BALTIC Centre for Contemporary Art presents the first major solo show by British video-maker Elizabeth Price. The exhibition comprises of three works: Choir 2011, shown for the first time in its entirety, User Group Disco 2009 and the new West Hinder 2012.
Price creates dense and immersive video installations that bring together image, text and music in apocalyptic, phantasmagorical narratives. She uses existing bodies of historical material to generate fantasy stories, drawing upon archives of photography, film and collections of artefacts. In each work the narration, delivered through on- screen rolling text, is also derived from existing sources – information produced by corporations and public institutions along with texts from philosophical essays, advertising scripts and literary stories.
Choir 2011 is a trilogy of videos that draws on three very different archives of photography and digital film. Throughout the video, Price plays with the dual meaning of the title, which can refer to either an ensemble of singers or an area of a church. This word play evolves as the film moves between the space of the choir and the assembly of the chorus. The edit combines photographs and archival research of church architecture set against an intense soundtrack of distorted noise, singing, appropriated pop melodies and the sound of staccato handclaps. Together with archival material drawn from performances and news archives, the three sections combine to create a dissonant concert.
User Group Disco 2009 is set in the ‘Hall of Sculptures’, a fictional institutional building.

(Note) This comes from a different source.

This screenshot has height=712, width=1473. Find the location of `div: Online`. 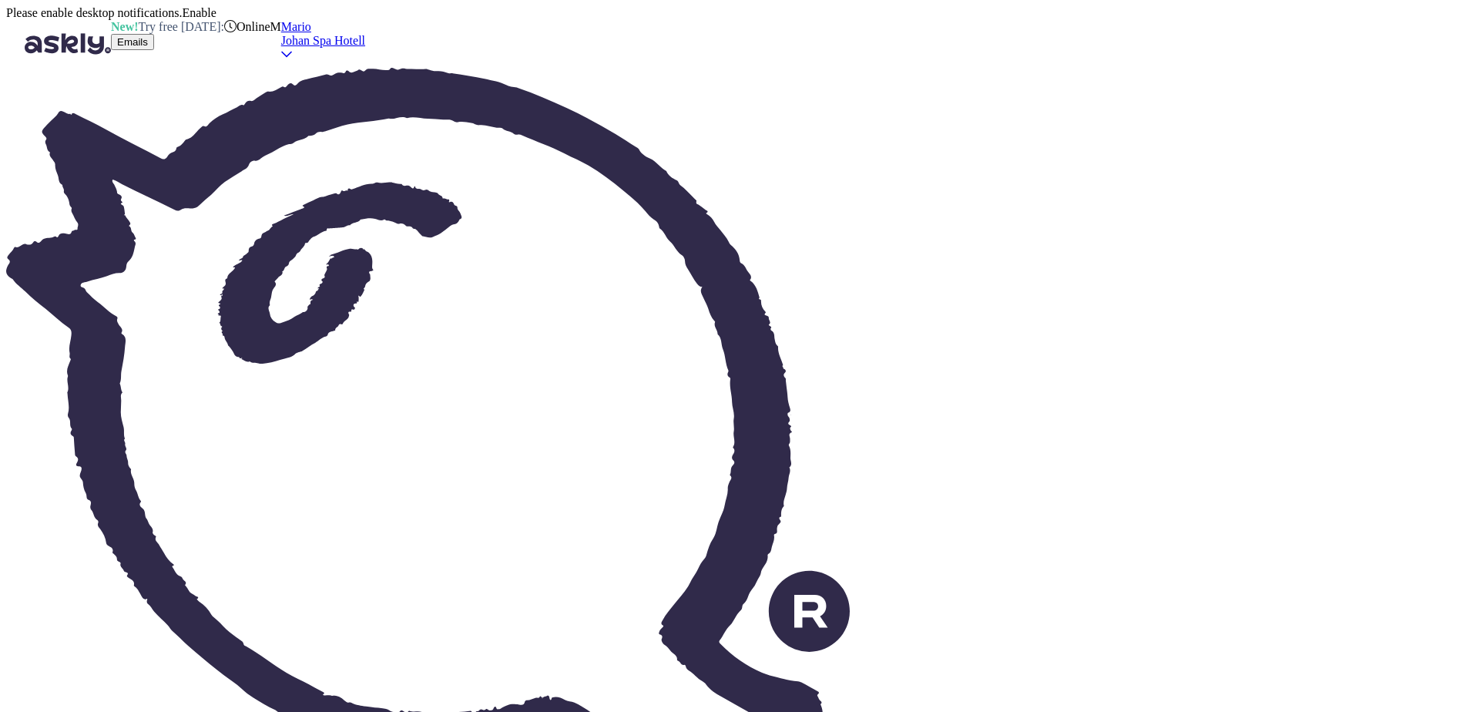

Through a series of reveries and hallucinations a collection of redundant and kitsch consumer objects swirl in the darkness. Appearing like debris, these varied utensils and ornaments defy their categories of definition or their place in the museum. Through on-screen text and bold graphics, the narrators – a hidden, collective voice – gradually define a new space for the neglected objects to reside. The viewer is witness to an intense dance of objects and text, a visual collage, of juxtaposition, accumulation and sensory overload.
Human action is rarely featured directly in Price’s work; the dramas are instead expressed via objects and soundtracks. Commodity culture and consumerism are reoccurring themes and are acknowledged as complex and determining expressions of human lives, social relationships and our collective ideas. Price’s latest video, West Hinder 2012, explores these concerns through a ‘ruined cargo’ – a container- ship of new, luxury cars, at the bottom of the sea. For this video Price has worked with composer and musician Brian Rietzell, who created the BAFTA nominated soundtrack for Lost in Translation. The video guides a descent to the site of a shipwreck, a location made visible using degraded and saturated video accompanied by a soundtrack of distorted electronic noise. The narration, delivered by a chorus of synthetic voices, expresses the lost cargo as a collective will: a repressed, psychic force, emanating from the deep.